Analytical philosophy is a quest for truth; continental philosophy is a way to get laid. (I hear it works better in France.)
But it bears noting explicitly that many of his examples represent positions from within analytic philosophy. For example, “23 The proposition that 3 is the fifth root of 243 is a tautology, just like ‘An oculist is an eye-doctor.’”
I’d agree with that, actually, I’d just note that tautologies have to be empirically observed somehow and also that the case of the oculist and the eye-doctor is nowhere near as clear-cut.
The piece about tautologies having to be empirically observed is one of the most bizarre posts I’ve ever read by you. It is so strange that I’m not really sure if there is anything I can say that would change you mind if you really think you could be convinced that 2+2=3 in that way. I can’t even tell where you went wrong. Do you also hold that that the identity relation has to be empirically observed? Could you be convinced that 4=3? That 3 doesn’t = 3? Do you believe you could be convinced that triangles on Euclidean planes are round? Do you not trust modus ponens and modus tollens? How does one even empirically observe tautologies in symbolic logic?
That 2+2=4 is a fact about a mathematical system that exists independently of the physical universe, including us humans that decided to use those symbols to express that fact. That fact is in the territory. But, in order to interact with the physical universe, it has to be discovered by some physical system that explores logical conclusions, such as our brains. This exploration builds our map of the territory. Our uncertainty about the tautological statement does not reflect some vagueness in the territory of logic, but our uncertainty about the workings of our physical brains, and their ability to build maps that reflect the territory.
Problems of logic have 100% correct answers, but our physical brains cannot become 100% entangled with those correct answers. It is observation, which can be abstract observations of our own logical reasoning, which give us increasing entanglement which approaches, but never reaches, 100%.
Whatever you could possibly know and value about reality can only exist independently of the physical universe. (Huh?) If your uncertainty about math doesn’t indicate uncertainty of the math, and it’s an argument for math being otherworldly, it’s also an argument for the territory being otherworldly, which is clearly a confusion of terms.
And so you should bring the math back where it belongs, an aspect of the territory.

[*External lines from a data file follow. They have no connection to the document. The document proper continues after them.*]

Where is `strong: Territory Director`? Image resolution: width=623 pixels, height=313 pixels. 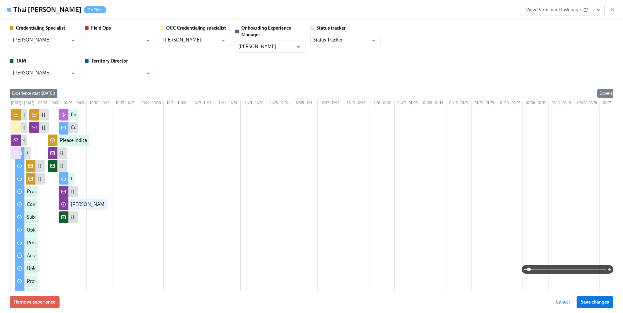 strong: Territory Director is located at coordinates (109, 61).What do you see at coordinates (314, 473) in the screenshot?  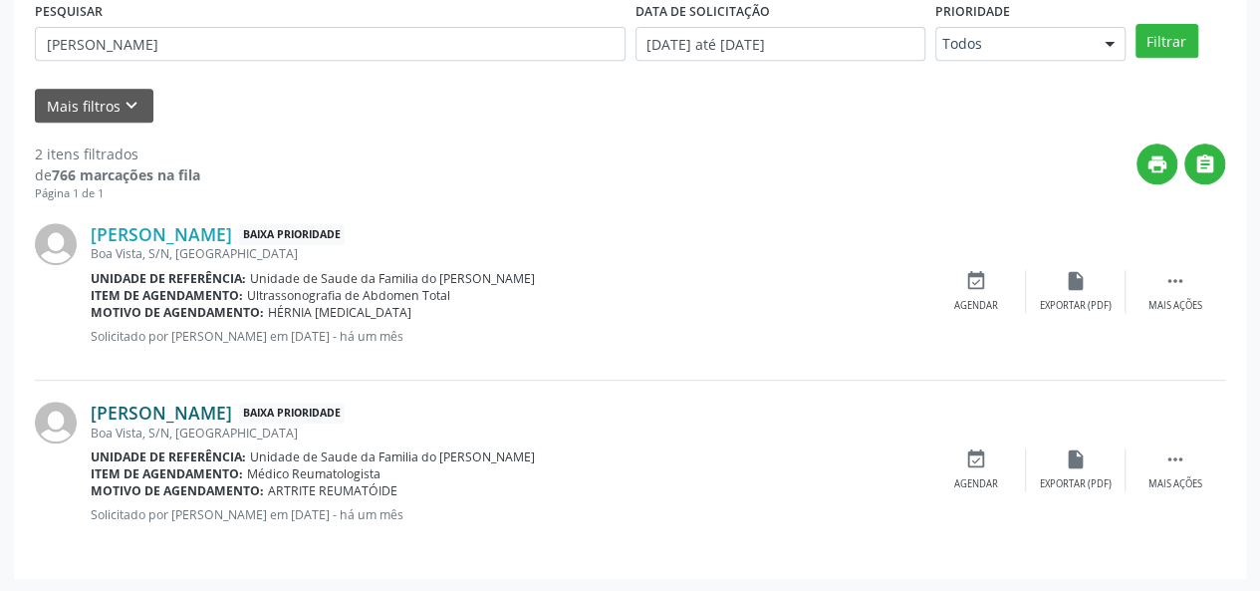 I see `span: Médico Reumatologista` at bounding box center [314, 473].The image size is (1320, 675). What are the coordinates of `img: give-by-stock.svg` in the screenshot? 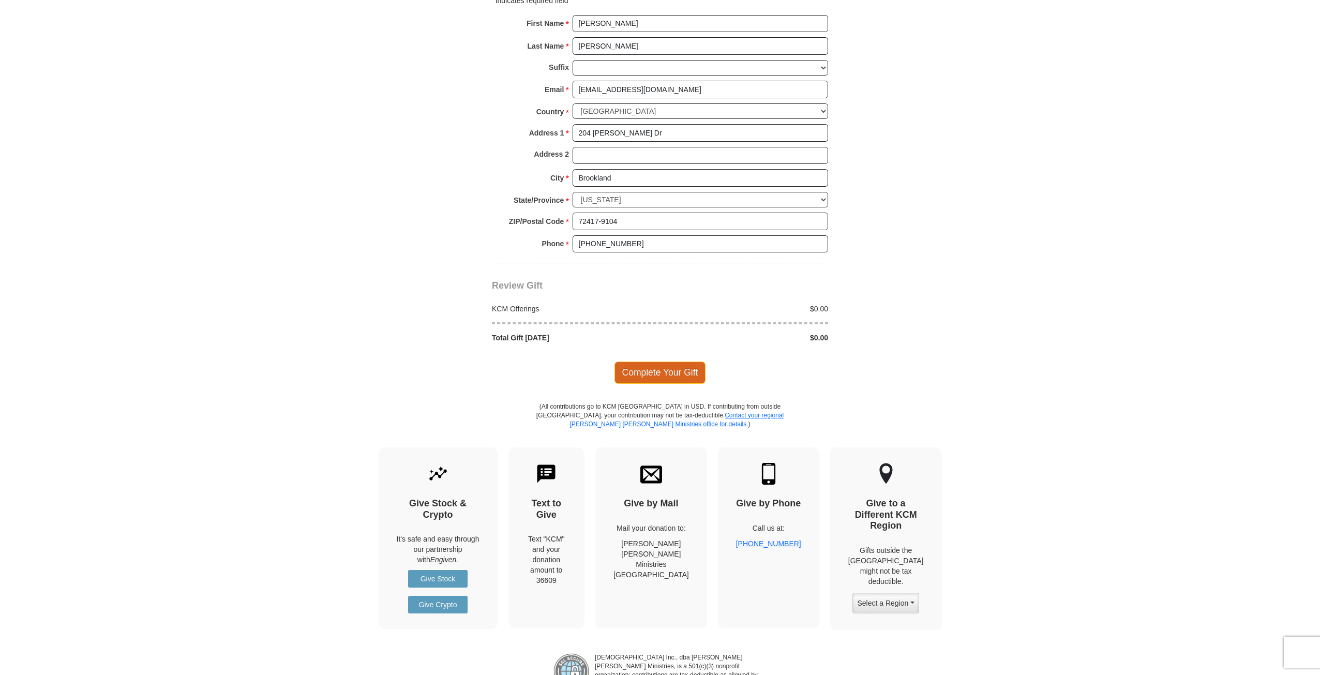 It's located at (438, 474).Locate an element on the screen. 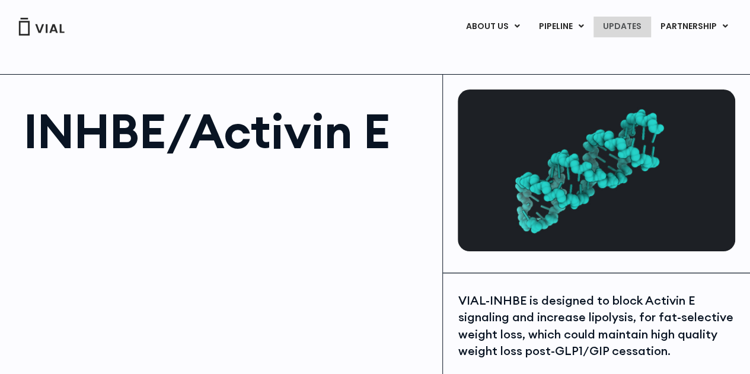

That is not what I am saying. I mean that things that we think of as tautologies, or purely logical truths, which are true no matter what universe we are in, exist independently of the physical universe. Facts about the physical universe are not in this class. Indeed, the entanglement of our physical brains with these logical truths is an example of a fact about the physical universe that, of course, depends on the the universe.
You have my argument backwards. I first make the point that facts about math are not facts about the physical universe to support that the uncertainty we have about math, which exists in our heads, in our physical universe, does not exist in math itself. The argument does not work the other way, there are plenty of instances of uncertainty in our minds that are not uncertainty in the things elsewhere in the physical universe that they are about.
My comment was an attempt to explain why we need observation to believe things that are objectively true regardless of the world we exists in. Basically, we need evidence that our brains, existing in the physical worlds, are suitable for representing the logical truths.
This is really helpful and I think I agree with all of it. I’ve just never understood “observation” to include my logical reasoning. If your position is that we know 2+2=4 by virtue of observing our own reasoning and not by virtue of any sensory data (information about the outside world) then I don’t think that position is any different from the one I already hold. But is this Eliezer’s position? His OB post made it sound like he could be swayed to think 2+2=3 as a result of external events mediated by his sensory perception of those events. That is what I objected to.
Well, I think that observations can be both our reasoning and sensory data.
Suppose you have a model* of your own accuracy at addition of integers, which is that you are 95% likely to get the correct answer, 2% to be one high, 2% to be one low, and with the remaining 1% divided somehow amongst other possibilities. Then, when you actually observe that when adding 2 + 2 you get 4, this is Bayesian evidence that gives a likelihood ratio of 42.5 : 1 in favor of the theory that 2 + 2 = 4 compared to the theory that 2 + 2 = 3.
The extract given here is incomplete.